Repressions in Bahrain continued

Saturday, 25 June, 2016 - 14:30

Bahraini authorities summoned five Shiite scholars for questioning, activists said.

The clerics were called to a police station west of the capital Manama in Thursday, June 23 as an administrative court began hearing a justice ministry petition to dissolve the main opposition Shiite Muslim group Al Wefaq following a court order last week.

The court adjourned the hearing until September 4 to give Al Wefaq time to prepare its defence, the group’s lawyer Abdallah Al Shamlawi said on his Twitter account.

An interior ministry spokesman was checking the report.

The Bahraini government says it is acting against people and groups it accuses of fomenting sectarian tensions and of being linked to Iran.

Activists said the clerics, including Shaikh Fadel Al Zaki, head of the Council of Shiite scholars which was dissolved by the government more than two years ago, were ordered to appear at the Budaya police station in Manama.

The reason for the summons was not immediately clear.
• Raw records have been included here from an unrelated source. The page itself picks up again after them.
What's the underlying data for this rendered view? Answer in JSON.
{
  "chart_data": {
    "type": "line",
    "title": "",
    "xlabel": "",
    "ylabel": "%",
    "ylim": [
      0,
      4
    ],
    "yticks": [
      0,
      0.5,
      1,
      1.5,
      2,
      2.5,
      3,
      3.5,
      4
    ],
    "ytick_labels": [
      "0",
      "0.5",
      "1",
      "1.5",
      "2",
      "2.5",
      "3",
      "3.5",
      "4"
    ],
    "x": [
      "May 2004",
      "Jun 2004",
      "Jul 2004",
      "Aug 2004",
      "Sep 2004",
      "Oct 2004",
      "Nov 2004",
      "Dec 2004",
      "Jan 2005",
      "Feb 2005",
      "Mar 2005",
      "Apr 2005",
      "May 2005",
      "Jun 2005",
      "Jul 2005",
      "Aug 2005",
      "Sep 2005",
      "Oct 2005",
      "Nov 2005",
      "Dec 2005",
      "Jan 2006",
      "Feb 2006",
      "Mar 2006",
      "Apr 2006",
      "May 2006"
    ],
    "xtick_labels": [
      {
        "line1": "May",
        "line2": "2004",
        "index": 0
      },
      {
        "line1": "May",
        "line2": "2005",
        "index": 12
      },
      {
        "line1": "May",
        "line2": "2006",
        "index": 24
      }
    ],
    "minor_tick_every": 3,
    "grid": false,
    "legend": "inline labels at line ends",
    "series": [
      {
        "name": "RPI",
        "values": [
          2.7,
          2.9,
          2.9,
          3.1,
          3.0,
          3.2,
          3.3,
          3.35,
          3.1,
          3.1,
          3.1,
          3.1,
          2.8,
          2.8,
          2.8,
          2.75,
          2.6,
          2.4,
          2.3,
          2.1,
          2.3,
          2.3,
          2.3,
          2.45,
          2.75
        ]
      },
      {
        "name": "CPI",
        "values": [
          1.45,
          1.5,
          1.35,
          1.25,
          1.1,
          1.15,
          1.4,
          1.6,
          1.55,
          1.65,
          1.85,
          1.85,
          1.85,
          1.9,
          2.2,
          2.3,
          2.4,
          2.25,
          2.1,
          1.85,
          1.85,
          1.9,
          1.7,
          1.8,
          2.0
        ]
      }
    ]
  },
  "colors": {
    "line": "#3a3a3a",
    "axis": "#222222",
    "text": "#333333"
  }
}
But Bahrainis suggested it might be linked to speeches made at the home of Ayatollah Eisa Qassim, the spiritual leader of Bahrain’s Shiites after authorities stripped him of his citizenship.

Bahrain overcame mass pro-democracy protests mainly by Shiites in 2011 with support from Saudi Arabia. But political tensions continued to bubble under the surface, aggravated by financial difficulties due to the drop in oil revenues.

Separately, a Bahraini court on Thursday sentenced 24 people to prison terms ranging from 15 years to life in prison for setting up a Daesh cell in Bahrain, local media reported. The court also ordered 13 of them stripped of their citizenship. The Arabic-language Al Ayyam newspaper said the citizenship of the other 11 had been revoked earlier.

Thousands took to the streets outside Qassim’s house in the village of Diraz, west of the capital Manama, within hours of his loss of nationality, and more demonstrations were later after Muslim weekly prayers on Friday.